Q: “When and how did you supposedly alter the balls?”  Sorry, the word "supposedly" does not somehow magically make this a neutral question. If I did not alter the balls, how on earth would I know the answer to when and how I didn't do something?  Next question doofus.

Q: “Is Tom Brady a cheater?” No one had called me a cheater before you. Thanks for the epitaph.  Next!

Q: “Do all quarterbacks doctor the balls and have you done anything differently from anyone else in the league?”  So you want me to say that I “doctored the balls” despite the fact that I repeatedly said that I didn't alter the balls in any way.  Nice doctored question dude.

Q: “Are you comfortable that nobody did anything?” Isn't doing nothing doing something? I'm sorry, could you be more vague? I don't want to implicate "anybody," or was that "nobody" of doing "something" or "nothing" or "anything" or whatever.


Q: “You said you didn't want the balls to be touched after you approved them. You didn't notice that 15 percent of the air was out of the ball when you started using it? It didn't strike you during the first half?”  First, the footballs were measure to be under pressure at the end of the half, not when I started using them.  Also, your percentage calculation is wrong.  You are only looking at the gauge pressure and forgetting the atmospheric pressure within the football.  I know you reporters struggle with science, but the actual number is closer to 7%.  Our state sales taxes higher than that. So nope, sorry. Didn't notice that 7%.


The 'BUTT FOUR' Test!

The last legal test to apply to the situation is the "but for" test.  The test go something like this 'but for the ball being under-inflated, the Patriots would have lost the game?'  This was a pretty easy one to answer.  Strangely, after using football inflated to spec in the second half, Tom Brady's completion percentage went UP!  Even though the rain got heavier.  So even comparing just the second half of the Patriots' play with the entire game played by the Colts, the Patriots still seriously kicked the Colts BUTTS and scored FOUR touchdowns in the second half alone. There's your "butt four" test right there.

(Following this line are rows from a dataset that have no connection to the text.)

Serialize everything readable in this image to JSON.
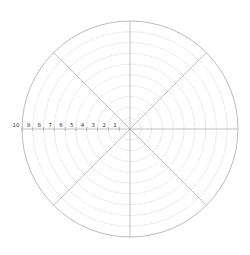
{
  "chart_data": {
    "type": "polar",
    "title": "",
    "radial_axis": {
      "range": [
        0,
        10
      ],
      "tick_labels": [
        "1",
        "2",
        "3",
        "4",
        "5",
        "6",
        "7",
        "8",
        "9",
        "10"
      ],
      "tick_values": [
        1,
        2,
        3,
        4,
        5,
        6,
        7,
        8,
        9,
        10
      ],
      "label_position": "left horizontal axis"
    },
    "angular_axis": {
      "spokes_deg": [
        0,
        45,
        90,
        135,
        180,
        225,
        270,
        315
      ],
      "tick_labels": []
    },
    "series": [],
    "grid": true
  },
  "style": {
    "outer_circle_color": "#aaaaaa",
    "spoke_color": "#999999",
    "ring_color": "#bbbbbb",
    "axis_color": "#999999",
    "label_color": "#333333"
  },
  "geometry": {
    "cx": 130,
    "cy": 129,
    "radius": 108
  }
}
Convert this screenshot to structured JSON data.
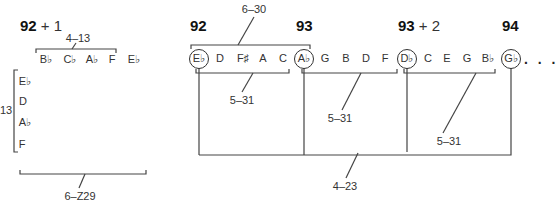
{
  "left_panel": {
    "measure_label": {
      "num": "92",
      "suffix": "+ 1"
    },
    "row_set_label": "4–13",
    "row_notes": [
      "B♭",
      "C♭",
      "A♭",
      "F"
    ],
    "row_extra_note": "E♭",
    "column_notes": [
      "E♭",
      "D",
      "A♭",
      "F"
    ],
    "column_set_label": "13",
    "combined_set_label": "6–Z29"
  },
  "right_panel": {
    "measure_labels": [
      {
        "num": "92",
        "suffix": ""
      },
      {
        "num": "93",
        "suffix": ""
      },
      {
        "num": "93",
        "suffix": "+ 2"
      },
      {
        "num": "94",
        "suffix": ""
      }
    ],
    "notes": [
      "E♭",
      "D",
      "F♯",
      "A",
      "C",
      "A♭",
      "G",
      "B",
      "D",
      "F",
      "D♭",
      "C",
      "E",
      "G",
      "B♭",
      "G♭"
    ],
    "circled_notes": [
      "E♭",
      "A♭",
      "D♭",
      "G♭"
    ],
    "continuation": ". . .",
    "set_labels": {
      "top_bracket": "6–30",
      "group1": "5–31",
      "group2": "5–31",
      "group3": "5–31",
      "circled_bracket": "4–23"
    }
  }
}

So ladies and gentlemen of the jury, love them or hate them, the explanation by the Patriots that they had no idea how the footballs became under-inflated might be more reasonable than previously believed.  And more to the point, who cares?  It is a game, with a ball, squishy or not. And if you're saying a few psi or a few grams of air would have change anything on a rainsoaked January day New England, you are either nuts, a diehard Colts fan, or a sports broadcaster paid to create controversy out of a game where a bunch of guys toss around a squishy ball.  

So in closing, I'd like to say to Johnny Cochran, "If your cheating claims are full of crap, ain't nobody nobody got time for that!"